Preview: Fight Club by Chuck Palahniuk

Fight Club - Chuck Palahniuk

I had a dream the other night which freaked me right out, I thought I would share it ...

 

So I'm at college (in my dream that is) and the tutor is blah blah blahing on. One of the other students cracks under the pressure of being forced to listen to this endless monologue about something relating to human anatomy, stands up and stands cartwheeling around the room. Her t-shirt starts flashing different colours as she goes, red then orange, then bright blue.
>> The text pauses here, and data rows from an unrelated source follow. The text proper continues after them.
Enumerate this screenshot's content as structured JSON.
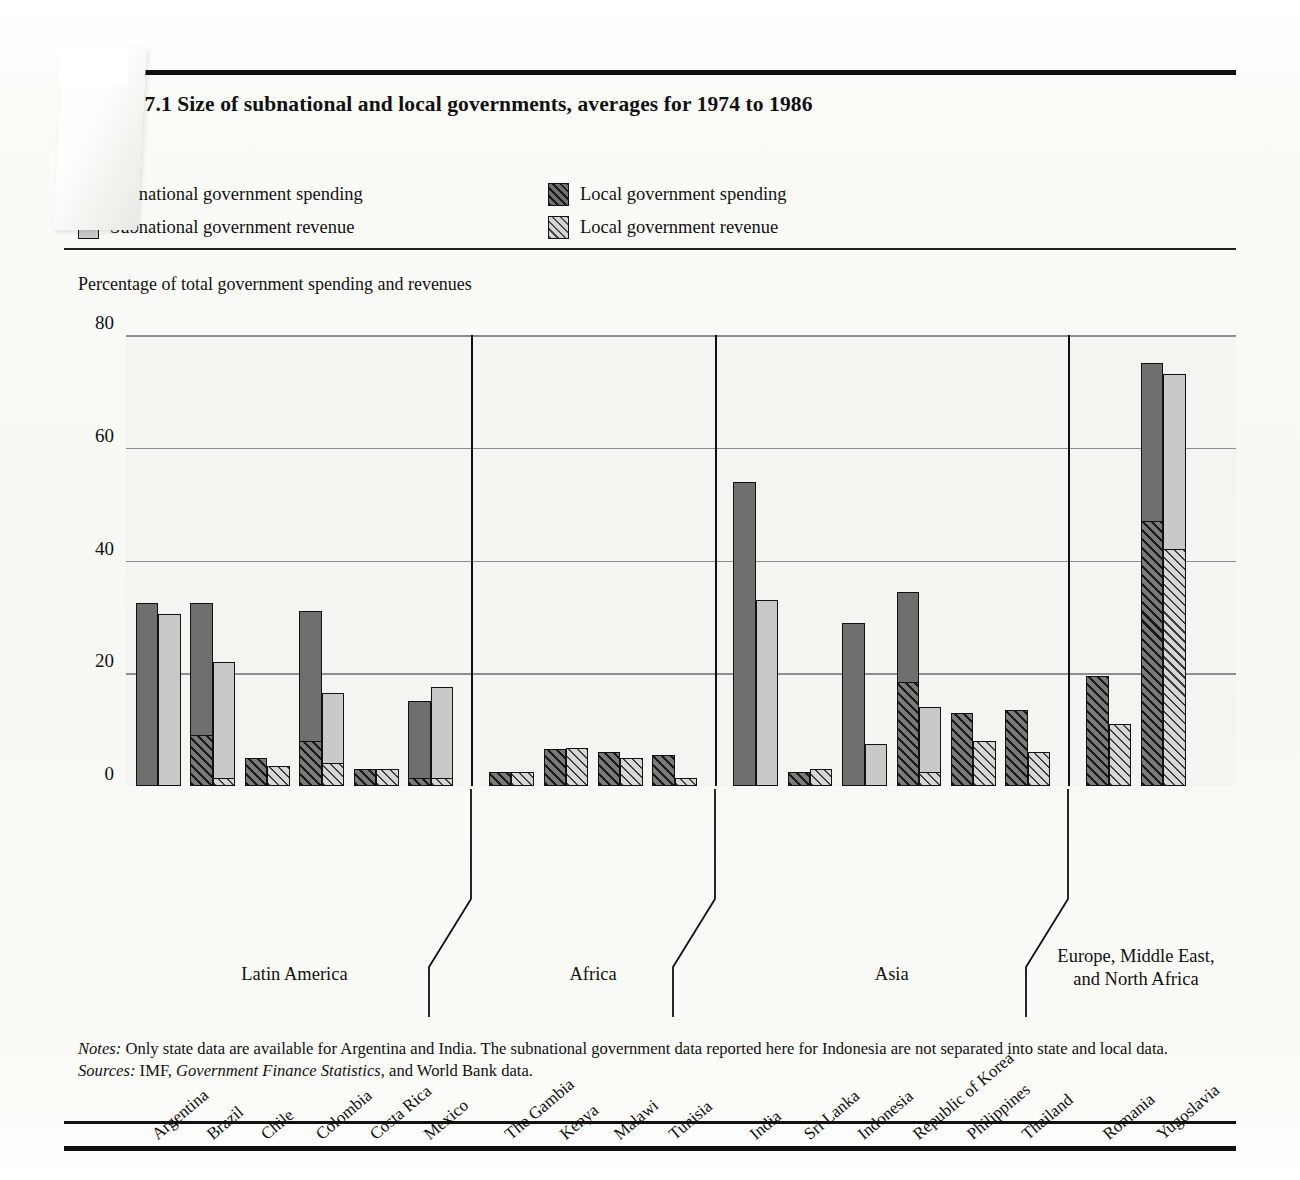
{
  "figure": {
    "title": "Figure 7.1  Size of subnational and local governments, averages for 1974 to 1986",
    "axis_caption": "Percentage of total government spending and revenues"
  },
  "legend": {
    "items": [
      {
        "label": "Subnational government spending",
        "swatch": "dark-solid-swatch"
      },
      {
        "label": "Local government spending",
        "swatch": "dark-hatched-swatch"
      },
      {
        "label": "Subnational government revenue",
        "swatch": "light-solid-swatch"
      },
      {
        "label": "Local government revenue",
        "swatch": "light-hatched-swatch"
      }
    ]
  },
  "notes": {
    "notes_label": "Notes:",
    "notes_text": " Only state data are available for Argentina and India. The subnational government data reported here for Indonesia are not separated into state and local data.",
    "sources_label": "Sources:",
    "sources_text_a": " IMF, ",
    "sources_italic": "Government Finance Statistics",
    "sources_text_b": ", and World Bank data."
  },
  "chart_data": {
    "type": "bar",
    "title": "Figure 7.1  Size of subnational and local governments, averages for 1974 to 1986",
    "xlabel": "",
    "ylabel": "Percentage of total government spending and revenues",
    "ylim": [
      0,
      80
    ],
    "yticks": [
      0,
      20,
      40,
      60,
      80
    ],
    "grid": true,
    "legend_position": "top",
    "categories": [
      "Argentina",
      "Brazil",
      "Chile",
      "Colombia",
      "Costa Rica",
      "Mexico",
      "The Gambia",
      "Kenya",
      "Malawi",
      "Tunisia",
      "India",
      "Sri Lanka",
      "Indonesia",
      "Republic of Korea",
      "Philippines",
      "Thailand",
      "Romania",
      "Yugoslavia"
    ],
    "series": [
      {
        "name": "Subnational government spending",
        "values": [
          32.5,
          32.5,
          5.0,
          31.0,
          3.0,
          15.0,
          2.5,
          6.5,
          6.0,
          5.5,
          54.0,
          2.5,
          29.0,
          34.5,
          13.0,
          13.5,
          19.5,
          75.0
        ]
      },
      {
        "name": "Local government spending",
        "values": [
          0.0,
          9.0,
          5.0,
          8.0,
          3.0,
          1.5,
          2.5,
          6.5,
          6.0,
          5.5,
          0.0,
          2.5,
          0.0,
          18.5,
          13.0,
          13.5,
          19.5,
          47.0
        ]
      },
      {
        "name": "Subnational government revenue",
        "values": [
          30.5,
          22.0,
          3.5,
          16.5,
          3.0,
          17.5,
          2.5,
          6.8,
          5.0,
          1.5,
          33.0,
          3.0,
          7.5,
          14.0,
          8.0,
          6.0,
          11.0,
          73.0
        ]
      },
      {
        "name": "Local government revenue",
        "values": [
          0.0,
          1.5,
          3.5,
          4.0,
          3.0,
          1.5,
          2.5,
          6.8,
          5.0,
          1.5,
          0.0,
          3.0,
          0.0,
          2.5,
          8.0,
          6.0,
          11.0,
          42.0
        ]
      }
    ],
    "groups": [
      {
        "label": "Latin America",
        "members": [
          "Argentina",
          "Brazil",
          "Chile",
          "Colombia",
          "Costa Rica",
          "Mexico"
        ]
      },
      {
        "label": "Africa",
        "members": [
          "The Gambia",
          "Kenya",
          "Malawi",
          "Tunisia"
        ]
      },
      {
        "label": "Asia",
        "members": [
          "India",
          "Sri Lanka",
          "Indonesia",
          "Republic of Korea",
          "Philippines",
          "Thailand"
        ]
      },
      {
        "label": "Europe, Middle East, and North Africa",
        "members": [
          "Romania",
          "Yugoslavia"
        ]
      }
    ],
    "group_labels": [
      "Latin America",
      "Africa",
      "Asia",
      "Europe, Middle East,\nand North Africa"
    ],
    "colors": {
      "spending_solid": "#6f6f6f",
      "revenue_solid": "#c9c9c9",
      "outline": "#111111",
      "plot_background": "#f4f4f0",
      "gridline": "#8e8e8e"
    }
  }
}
Students all over the room follow suit and start rebelling being subjected to this mind-numbingly boring lecture and begin yee-haaing about inviting seagulls in through an open window, leaping about like stags, hurling books so hard into the air they literally take flight and begin flapping around the room with the seagulls. There's a fair amount of mayhem ensuing.

 

And what am I doing? I'm sitting there, continuing to listen to the tutor drone like a dying wasp about the driest subject on the planet. My eyelids are growing heavy, my head is beginning to loll, my body is drooping until I'm spilling onto the desk and out like a light, sound asleep, complete with drool.

 

Meanwhile in a parallel universe ... I had my usual dream about all my teeth falling out. It all begins innocently enough with a wobbly incisor but soon every tooth in my head is cramming into the front on my mouth attempting desperately to make a bid for freedom through my mouth as I try in vain to hold them all in with my hands and sheer grit. I know everyone is looking at me and I know it's only a matter of time before I'm toothless, red faced and unsure of what my next move should be. I'm paralysed with uncertainty, what does one do in a situation such as this? Call a dentist? A doctor? Just stand very still and hope for the best? Panic sets in .... Then I wake up. My tutor is shaking me awake from my slumped position on my desk. I come-to groggily, as if waking from a very deep sleep. There's a crick in my neck where my head was lying at an odd angle on the hard wooden table top.

 

I look up to face the thunderous face of my tutor. Guess sleeping in class is a no-no then? I look around and all the other students are still galloping round the room, causing havoc, throwing things, swinging from the light fittings. And then it dawns on me .... I'm still dreaming. I've woken up from a dream-within-a-dream, Inception style. And huge sense of relief washes over me. I wasn't really sleeping in class! I just dreamed that I dreamed while sleeping in class!

 

This was one of the most bizarre dreams that I have ever had (and I have some pretty whacked dreams), I just couldn't get it out of my head. I was literally thinking about the thing all day. I guess what I'm trying to say is that Fight Club, for me, was a little like my dream. One the most fucked up, crazy, round about layered piece of fiction I have ever had the pleasure of reading. It both delighted me and irked the crap out of me at the same time. And it stayed with me for a long time after I finished reading.

 

The characterisation is not great, the plot runs out of steam somewhat and the prose gets a little grating but it's original, it's snappy and it's engaging. It is a very interesting portrayal of modern consumerism and how badly being stuck in the rat race can really mess your head up. Of course, there's the usual Palahnuik ramble where he seems to forget what's going on and what's what, but he does hop back onto the point and the story does reach a reasonably satisfying conclusion. I like a bit of crazy, I like unique and I like the unexpected and on this front, Palahnuik does usually manage to deliver, it's a bonus that Fight Club is a bit more complete and rounded than some of his other novels (Choke ... ahem .... What happened there, hmm?).

 

Aside from Tyler the characters fall a little flat as far as actual personality goes in my opinion. However ... I do believe is was, at least partly, the point. Tyler is the narrator's alter-ego, every bit as bold, shiny and fascinating as the narrator is dull, tired and dissatisfied with existence. I reckon complaining that the narrator is one-dimensional would be missing the point as he is supposed to be polar opposite to Tyler and everything Tyler is not. So we'll leave that one alone .... Marla though ... I know it's a very masculine book, full of masculine men doing masculine things but could Marla not have been written with a little more vigour? Yes, we have strong men, but we also have strong woman on this earth (Ying and Yang and all that ...) and portraying a woman as strong, interesting and full of life does not make a man less so. There's no need to write women as cardboard cutouts just to make your men seem more manly.

 

I give Fight Club four stars because there are elements of it that bother me, but in general I enjoyed it in the same way I enjoyed my dream .... Surprised and delighted!